Beware the wild west of Web applications
Web applications – particularly those facilitating collaboration and communication – are a boon to sales, marketing and productivity. Teams work together more effectively, salespeople enjoy better leads and marketing tools and customer service reps can more closely connect with those they serve.
All of these gains, though, come at a cost: risk. By their very nature, Web applications circumvent many enterprise security controls. They are designed to enable communication, not security. A paper by Sophos reported one new Web threat every 4.5 seconds. Its researchers found an average of 19,000 new malicious URLs daily in the first half of 2011; with 80 percent of those URLs pointing to legitimate sites that had been hacked or otherwise compromised.
Recent data from the Open Source Vulnerability Database (OSVD) shows that the number of new vulnerabilities disclosed decreased significantly during the first half of 2011. At first glance, this may appear as good news. But hold on. It’s not the number of vulnerabilities, but the number of disclosures of new vulnerabilities that has decreased. A distinction without a difference? Unfortunately, no.
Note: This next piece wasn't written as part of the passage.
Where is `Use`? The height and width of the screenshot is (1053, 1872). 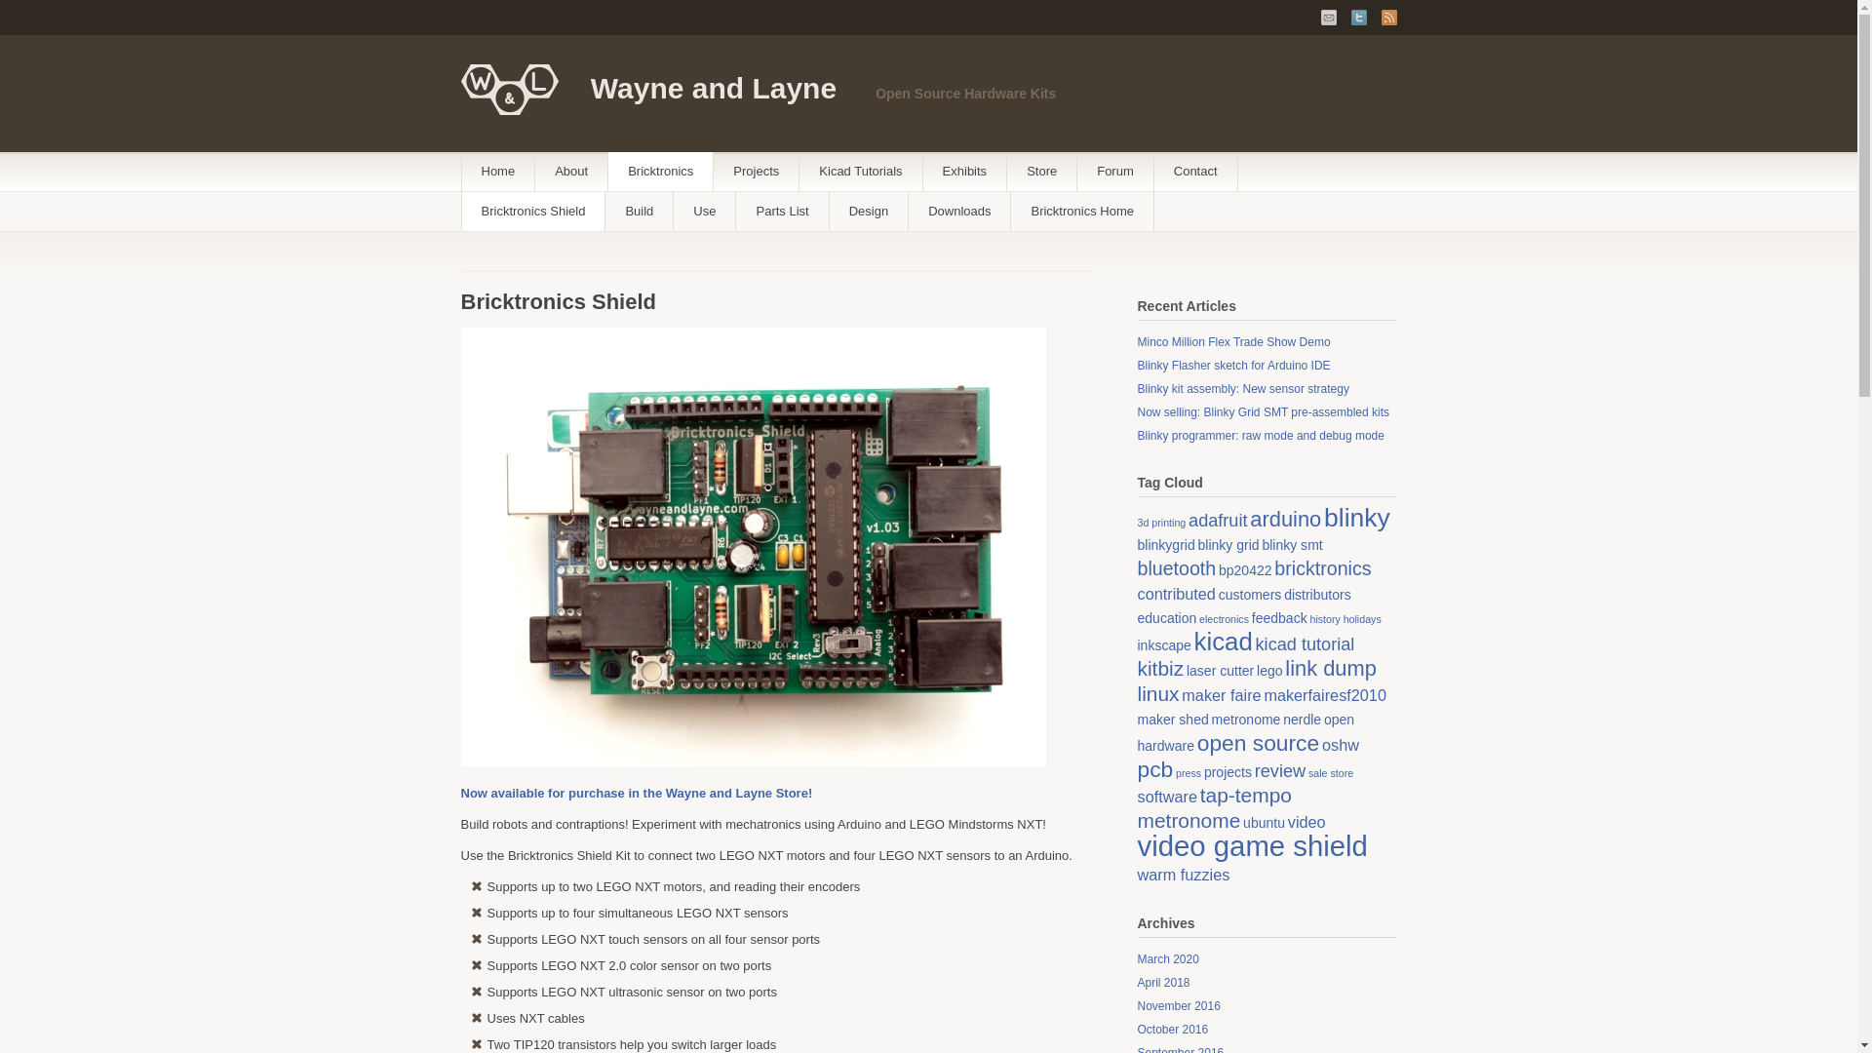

Despite the decrease in disclosures of new vulnerabilities, websites of organizations of all types and sizes are still teeming with existing vulnerabilities, and remain open to potentially devastating attacks.
Worse yet, OSVD data show an increase in Web application attacks. According to HP DVLabs, the number of attacks on Web applications is “Ten times the number of vulnerabilities being reported.”
Sophos’ mid-2011 security threat report stated, “Two of the most common and effective attack methods used are cross-site scripting and SQL injection.” The bad guys even sell packaged exploit toolkits – complete with how-to user guides – enabling the least technical of cybercrooks to get up to speed on doing no good.
Attackers don’t need to develop new Web-based attack methods, yet many have been added to the arsenal in recent years – in part to take advantage of the larger attack surface.
Among the newer methods are SEO poisonings, drive-by hits, malware hidden by URL shorteners, and countless scams that make use of social network “oversharing” – or simply the opportunities resulting from the sheer number of active users (witness Facebook’s 800 million fans). Even the least effective hacker can be successful when targeting such a huge number of potential victims.
The Web is also a haven for geo-political attacks. Two recent examples include “hacktivism,” illustrated by the cascade of Denial of Service attacks related to WikiLeaks – and cyber-warfare, or the use of IT attacks to wage war between nation-states. Cyber-warfare is behind the release of Stuxnet, considered the first malware to include a programmable logic controller and aimed directly at taking down several of Iran’s nuclear power plants in 2010. Still active, Symantec noted that 60 percent of the world’s infected computers are in Iran. Kaspersky and F-Secure also studied the worm and concluded that its sophistication could only be the work of nation-states. (Israel and the US are not above suspicion.) Your average bear web app need not worry about Stuxnet.
Small wonder that Iran is closing down Internet access to the entire country, starting with blocking Google, Yahoo and Hotmail, and replacing it with a government controlled intranet. “All internet service providers must only provide national internet by August 2012,”said Reza Taghipour, Iran’s Communication Minister, who also cited its case for doing so as wanting “to provide clean and filtered internet services to the county.” Good luck!
In its study on Web apps, Sophos also reported that 19,000 web sites were newly infected each day, and that over 80 percent of the malicious URLs examined turned out to be those of legitimate organizations whose websites had been hacked.
Do you know whether your organization’s Web applications contain easy-to-exploit vulnerabilities? Probably not, but if you do, what can you do about it? Most likely the only way out of this mess is conducting regular, ongoing vulnerability scanning and application penetration testing.